The sense of being deprived of my right to live in accordance with the behavior I've adopted as most feasible for the person I am: an introvert bordering on slight ambiversion, is the sense of institutionalized ethics. It's a sense of deprivation from participation in a collective, comprised of common faithful, congregating to form righteous or pragmatic, social behavior. Tacitly affecting me to wander amongst thoughts of betrayal, inauthenticity and estimates of pros and cons considering cancellation of my recreational downtime. 

It unnerves me, because I like smoking and the rituals that comes with it. I dislike drinking and the rituals that comes with it. But it hits me every time and I always end up rediscovering the righteousness of my own choices as relative to the ones offered up by the ethical collective of institutionalized drinkers.
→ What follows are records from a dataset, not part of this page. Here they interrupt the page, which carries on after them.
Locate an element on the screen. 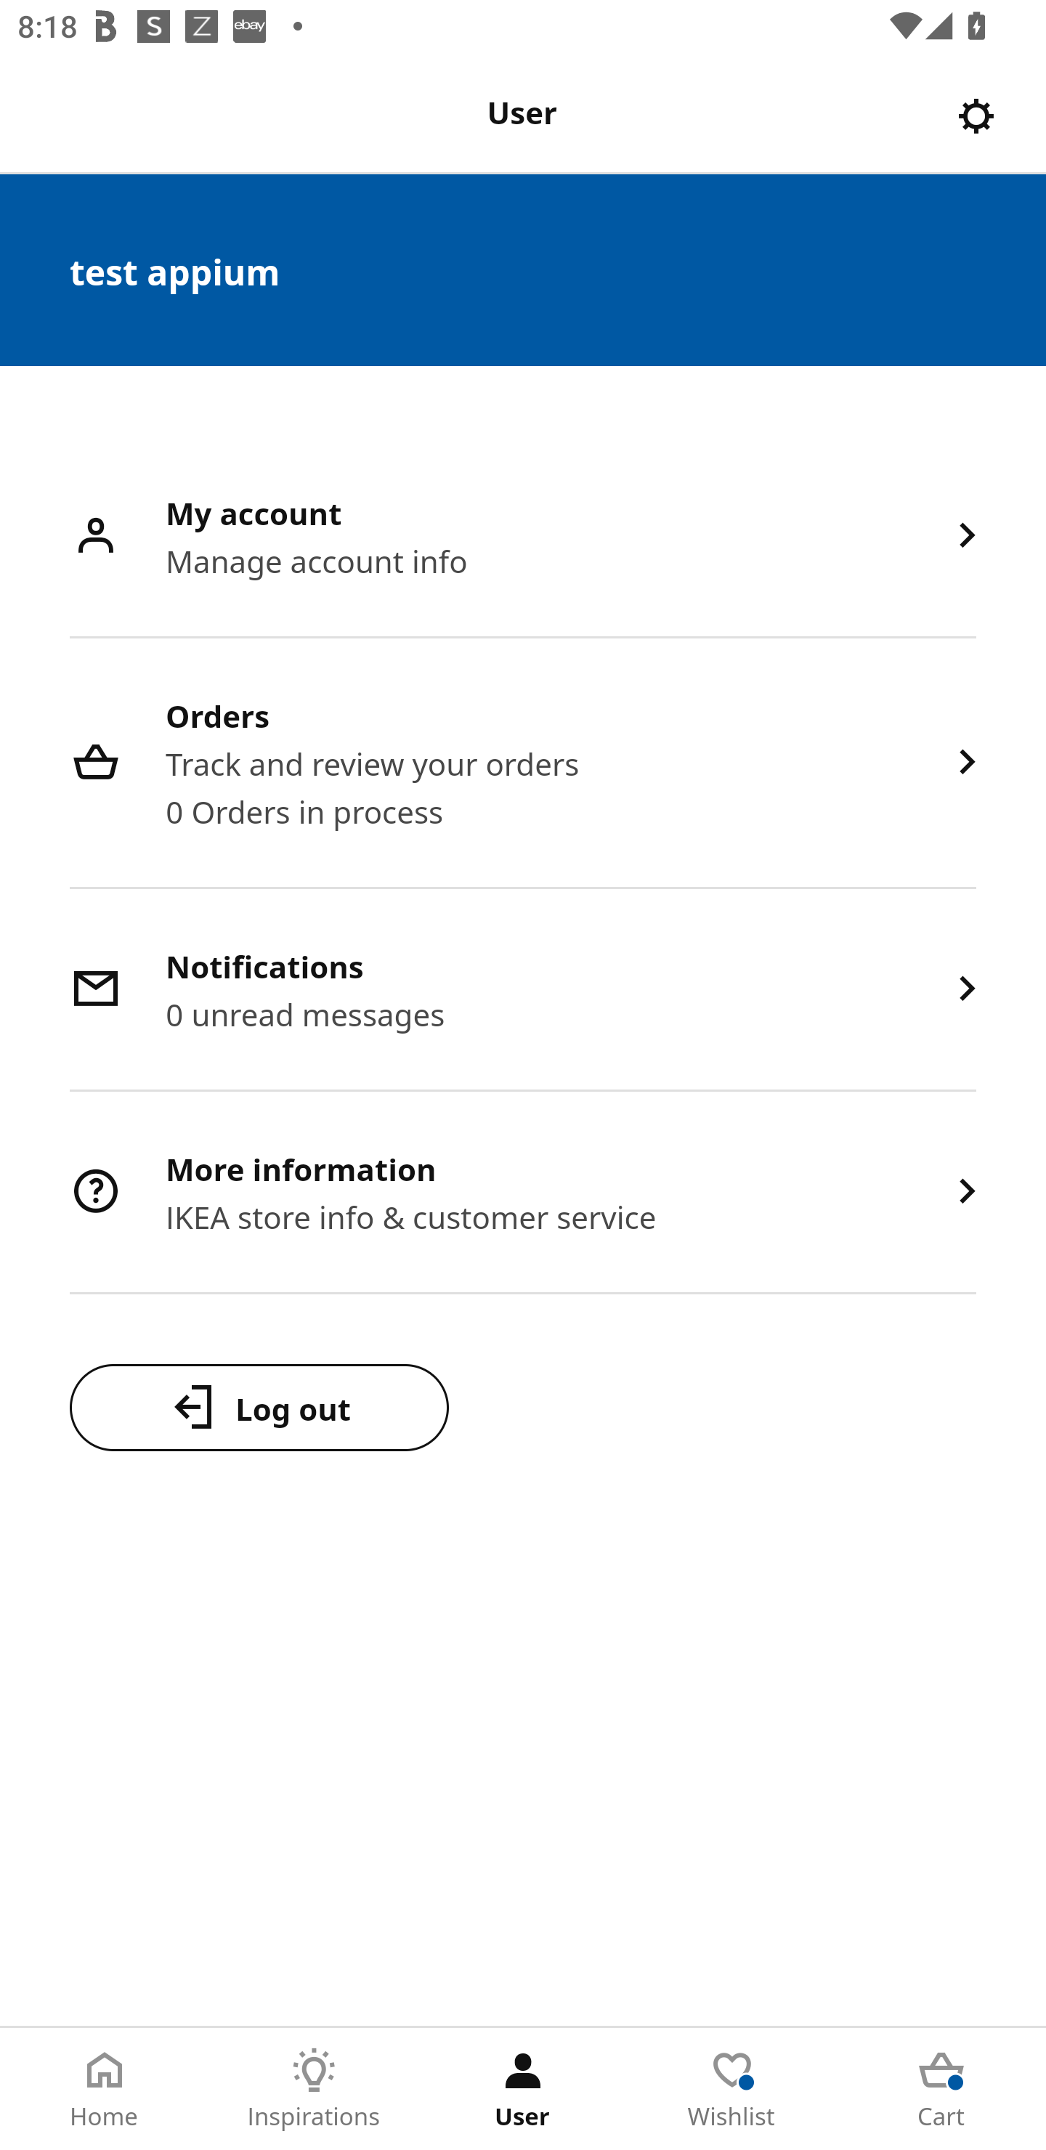 The height and width of the screenshot is (2150, 1046). Log out is located at coordinates (259, 1407).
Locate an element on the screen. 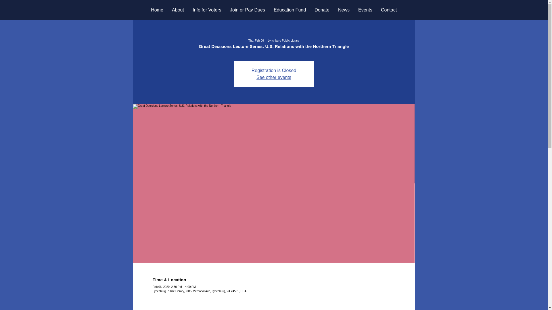 The image size is (552, 310). See other events is located at coordinates (274, 77).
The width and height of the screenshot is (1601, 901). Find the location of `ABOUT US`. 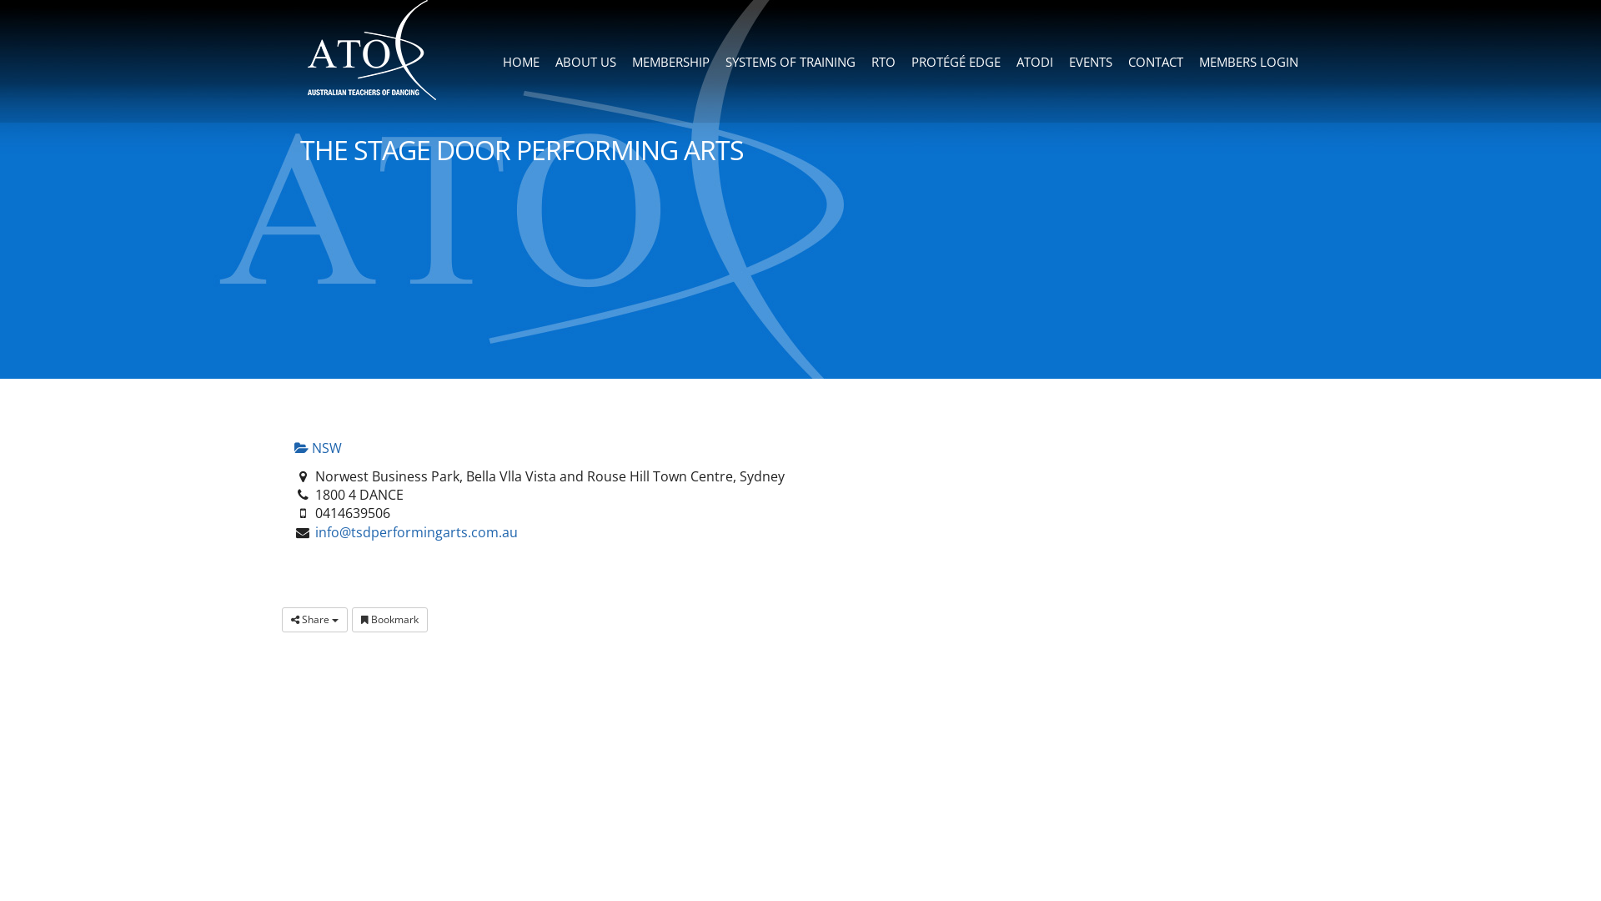

ABOUT US is located at coordinates (586, 62).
Unfortunately, I think some people are capable of tricking themselves. Believing the course they've set, however successful, should still correspond with loud and brutish, beer brawls, in some way. They believe that being drunk is the solution to mastery of social dynamics, and substituting rewarding behavior, for potentially rewarding alcohol based group behavior can create personal damage if you're an introvert.

Because the potential rewards stemming from that participation are less useful, due to the constant adaptive efforts required to correspond with a fundamentally dissimilar behavioral mode then the one you're primarily operating with, as an introvert. You'd have to sacrifice the authenticity of social relationships to essentially become a human adapter. Converting two different outlets into one.

In my personal experience, loss of control rather than mastering of control, if you will, never becomes a real choice. No FOMO here. Extensive loss of control ought to be perceived of as a highly punitive and severely crippling event in a person's life. It is odd that we seek it out repeatedly, one can only wonder how it caught on. If it occurred in reality, without having consumed alcohol, we'd essentially be fully incapacitated forever. If the cognitive functions regarding self-control didn't kick back in, you'd be done for.

So in a sense, I can't follow the socio-ethical guidelines of the majority of people in Europe. Which means I am and has always been an impaired minority.